A calciner... not Crown's though. Can't find it.
Each day I walked around the plant, looking for something to clean up, I’d run into some employees who would ask me who I was. Everyone of ‘em had something good to say about Faris Hayter. Dad was well respected at Crown. I was not surprised.
I don’t know how much of the respect was as a result of Dad’s work with the union. He was chosen as one of the workers representatives to negotiate with the company. Seven strikes were called while Dad worked at Crown. Strikes are rare as pet sharks today. Unions have received some really bad press over the years. Seems too few realize how many gains in pay, retirement, health insurance, safety on the job, work hours… are in practice in many places today only because of the sacrifices of those in the union. I was always proud that my dad played a part in that. The strikes really knocked our family for a loop, but in the long run they seemed to help everyone… even those not involved.
A couple of years before Dad retired from Crown an incident occurred that left him quite depressed. I don’t think he ever got passed it. One day while Dad was running the Calciner a fire occurred. It wasn’t a huge fire. No one was hurt, but it did cause some damage to some of the equipment. The cause of the fire was a valve that was not opened when it needed to be. When everything got under control, Dad was asked by a company representative to go home until asked to return. That pretty well crushed him. He assured the foreman that he was not responsible for the fire, but it didn’t look that way to anyone but Dad. I’ve never seen my Dad sadder. He came way close crying a few times. I never saw him so vulnerable. So weak.
Dad had been home for two days when he got a call from the foreman at The Plant. After some investigating it was determined that Dad in fact did open the valve, but a big chunk of coke had wedged itself in such a way that the opened valve had no affect on the process. Pressure built up and the valve blew and a fire started.
I think I was more relieved than Dad was. Dad never recovered from the distrust the company had shown him. How it seemed all his co-workers, for a couple of days anyway, thought he had messed up.
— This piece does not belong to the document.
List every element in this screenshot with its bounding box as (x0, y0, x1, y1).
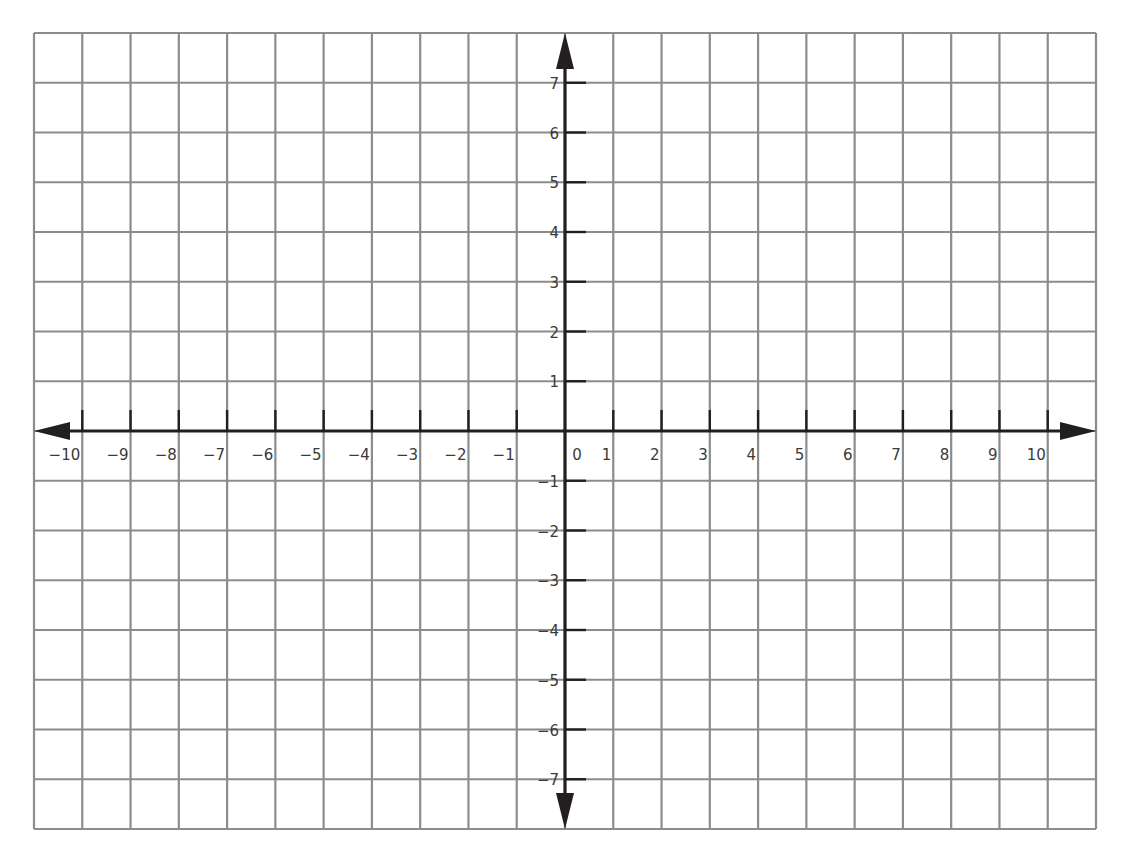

I believe it destroyed much of his confidence. And, it messed up his health pretty much, too. It wasn’t long after that he took disability retirement. A year after that he died of a heart attack while in ICU at Southmore hospital in Pasadena.
For too many years my dad, like so many other dads and moms, worked somewhere he didn’t want to work, doing something he didn’t enjoy doing. He lived for retirement, and he ended up dying one year after his retirement. All through Dad’s life, God knew that was going to happen. He didn’t let any of us in on it. Kept it to Himself. And, He didn’t choose to explain the why of it. When does He ever?
I think we’ll look at a happier time in the next chapter. There were a lot of them. Really were.